------ Exercise data ------
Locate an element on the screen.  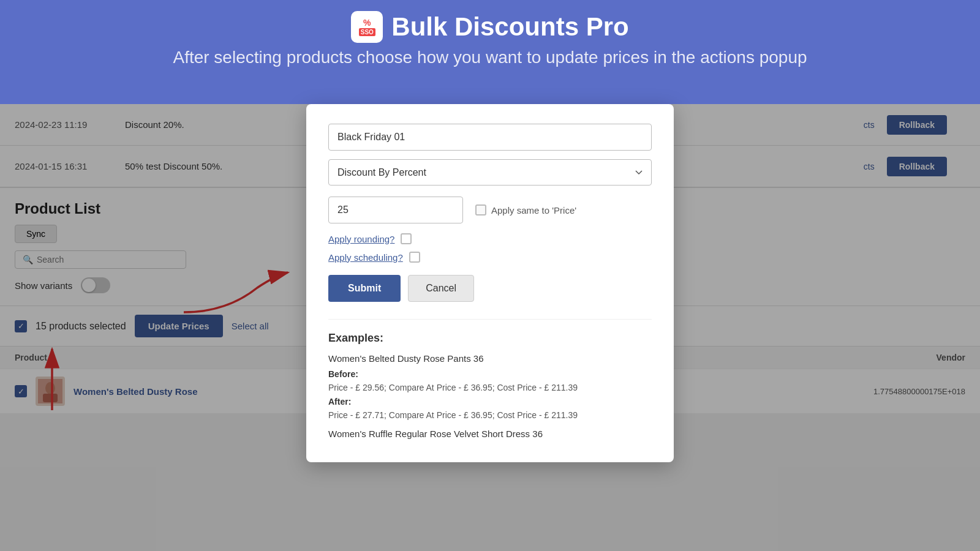
example-product-name-1: Women's Belted Dusty Rose Pants 36 is located at coordinates (490, 359).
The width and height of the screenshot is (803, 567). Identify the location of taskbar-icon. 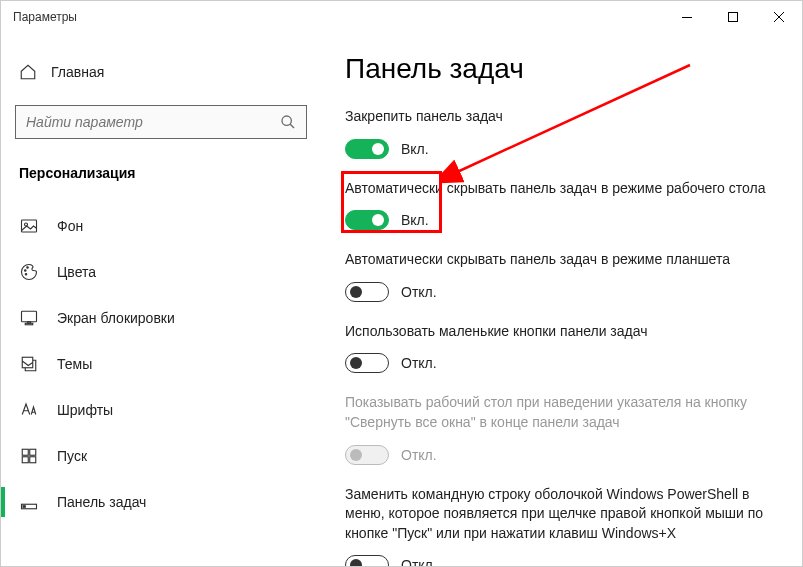
(29, 502).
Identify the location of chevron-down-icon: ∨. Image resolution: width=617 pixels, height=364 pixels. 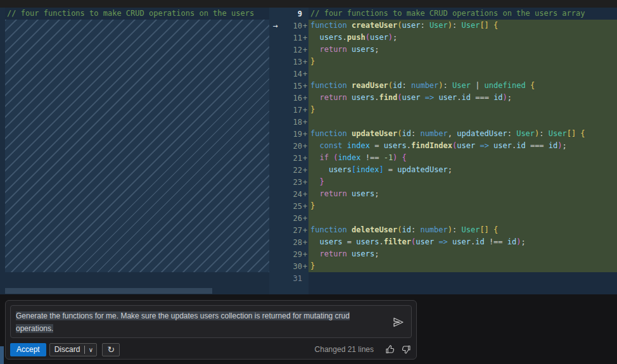
(91, 349).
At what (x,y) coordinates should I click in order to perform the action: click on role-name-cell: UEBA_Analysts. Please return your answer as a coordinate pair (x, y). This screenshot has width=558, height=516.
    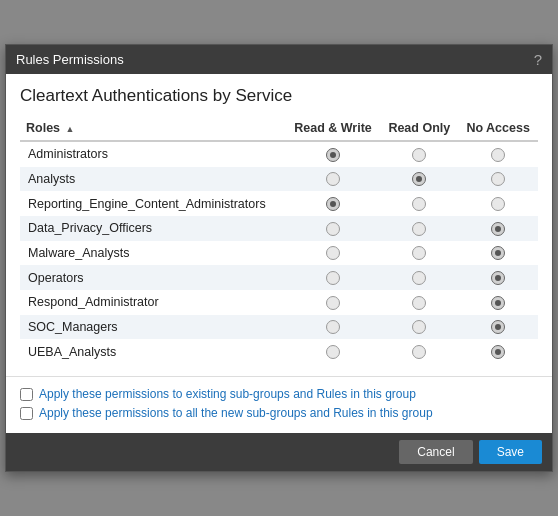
------
• _Work task_: From the line with "The width and" down to the end of the entries, retype each line exactly as written, but drop the pictures.

• _Written response_:
The width and height of the screenshot is (803, 567). Identify the location of taskbar-icon. 
(29, 502).
Identify the location of chevron-down-icon: ∨. Image resolution: width=617 pixels, height=364 pixels. 
(91, 349).
At what (x,y) coordinates should I click in order to perform the action: click on role-name-cell: UEBA_Analysts. Please return your answer as a coordinate pair (x, y). This screenshot has width=558, height=516.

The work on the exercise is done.